On February 28 and March 1, 2025, the symposium “Ten Years of Project Vox: Rethinking the People, Processes, and Publics of Philosophy” will bring together the people who researched, wrote, reviewed, and openly published information on marginalized philosophers on the Project Vox website (https://projectvox.org). As part of a global movement to reform philosophy instruction and reincorporate voices that had been excluded from the canon, Project Vox has been a collaborative effort to make this research accessible to a wide audience. The symposium is free, and all are welcome to attend.
Ten years ago this spring, Duke University Libraries and the Duke University Philosophy department launched a new website called Project Vox (https://projectvox.org). This site was an intervention into the teaching and study of early modern philosophy: it sought to re-integrate voices and ideas from the origins of philosophy as a discipline and, in the process, reform the study and teaching of philosophy.

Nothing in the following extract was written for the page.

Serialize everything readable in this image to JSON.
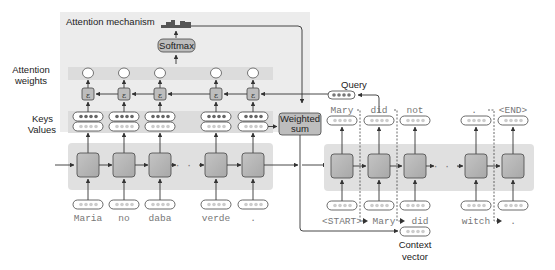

At the time this initiative began, philosophy lagged far behind other humanities disciplines in numbers of female doctorates — even behind the sciences (as illustrated in this 2011 data visualization created by Kieran Healy, using data from the Survey of Earned Doctorates). Despite the fact that some of philosophy’s earliest (female) practitioners, such as Emilie du Châtelet, were renowned for their insights into math and physics, the number of women pursuing a doctorate in philosophy was only 25% — not only lagging behind other humanities disciplines but also many fields of study in the sciences and social sciences. Researchers into this phenomenon (e.g., Dougherty et al, 2015; Paxton et al, 2012; Thompson et al, 2016) suggested this was due to women’s lack of representation in the field — both who was teaching the courses and whose writing and ideas were taught in the courses.
Because undergraduates and their instructors could not easily undertake the original research required to pull together the ideas, writings, and history of marginalized figures, Project Vox stepped into this gap. Its cross-disciplinary team of faculty, staff, graduate students, and undergraduates, working with an international network of philosophy scholars, undertook that original research and writing then made this information freely available on the web for re-use (using a Creative Commons Attribution license, or CC-BY).
Ten years later, Project Vox has worked with over 100 student and scholar collaborators to create and publish accessible and in-depth entries on twelve philosophers. In the process, we have explored and practiced collaborative humanistic research and writing, recognizing individual and collective authorship, making our processes transparent and reproducible across a constantly changing team, and ensuring our work is sustainable. At Project Vox’s 10th anniversary symposium, we’ll reflect on what’s changed, what challenges remain, and what’s next.